With the help of that and some previous knowledge - the only category in which I already knew all the nominees was Fan Writer - that's one more voter that the Hugos wouldn't have gotten without this electronic service. That's satisfying. And I was pleased to see that the ballot is still using essentially the same "How to Vote" advice text that I wrote for it in 1993. That's satisfying too.

Wednesday, July 27, 2011

concert review: Music@Menlo

All right. Introductions over (see below), here's a substantive post.

The annual Music@Menlo chamber festival is under way, so I'm spending a fair amount of my time there. I got sent on review assignment to cover a big honking wad of Brahms piano music (and some other music). And I've heard two of the preview concerts. At one, Schubert's Grand Rondeau for four-hand piano, D.951, was cheerful and enjoyable, but Schumann's Piano Quintet was frustratingly below par: it lacked tension and liquidity. At the other, Brahms's Variations on a Theme by Schumann from the same four-handed pianists was solid and satisfactory, and his Quintet for the same forces but different players was delightfully done, with an eerie off-kilter flavor to it, as if the string players were using the entirely opposite bowing from everybody else who plays the piece (which they might well have been, for all I would know without checking).

More to come.

welcome to the new home

Good morning. LiveJournal, at which I've been blogging since 2004, seems to be undergoing terminal technical meltdown, and to some extent seems to be taking its offshoot Dreamwidth with it. (Anyway, I've never been at ease with Dreamwidth, which seems to me to fall into the uncanny valley of simultaneous close similarity to and disconcerting difference from LJ.)

I feel very sorry for the noble Russian dissidents who form a large part of the LJ user base and who are the targets of the DOS attacks that are causing LJ's problems, and who apparently have nowhere else to go, but I see no need to demonstrate my solidarity by refraining from posting somewhere else. It's frustrating, for, as I recently wrote there, I'd prefer to stay on LJ, but I need a platform that, like, works.

For several reasons I decline to go to Facebook, the currently fashionable perch of many of my friends. Its appalling corporate disregard for its users' privacy is sufficient reason by itself, but there are others which predated that in my concern. Its platform is designed to encourage frequent very short posts, which I find distracting and irritating to read in large bulk. My mind is not equipped to flit among people at such rates, however much I want to keep up with what they're doing or saying. FB is largely inaccessible to readers who are not themselves FB members, while I have always had readers (and commenters) who are not LJ members. And FB seems not to keep archives, while the primary value of my own posts for my own use has always been as a diary and aide-memoire of my past concert-going and other activities.

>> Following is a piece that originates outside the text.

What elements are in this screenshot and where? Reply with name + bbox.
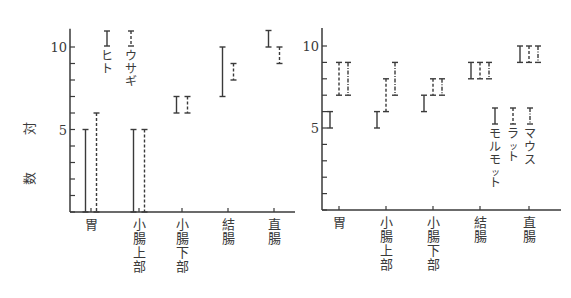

And so I turn to Blogger or Blogspot or whatever this is called, which several of my friends have been on for some years, so I am trusting that they like it. I regret the absence of aggregation, which was the feature that initially appealed to me about LJ, but I can live without that. I hope that my friends will find this new blog, read it if they like, and even comment on it. My intention is, as it was on LJ, to write posts of up to a few hundred words, usually no more often than once a day, and not always that often.

Lastly, this offers me an opportunity to use the preferred spelling of my username, Kalimac, which was unavailable when I joined LJ. Kalimac Brandagamba, as explained in notes buried deep in the last appendix to J.R.R. Tolkien's The Lord of the Rings, was the "untranslated" "genuine Hobbitish" name of Merry Brandybuck, the character I most closely identify with. He's a practical fellow who can take care of himself, but he's also a stuffy little pedant who spends all his time in Rivendell looking at maps. That's me. Early in my online days I sometimes used Meriadoc, his full name in the story, as a handle on bulletin boards where anonymity was desirable, but every time I did so, I found that others were desperately eager to inform me that they knew where the name come from. I tired of this and decided that I hadn't been obscure enough. Hence Kalimac.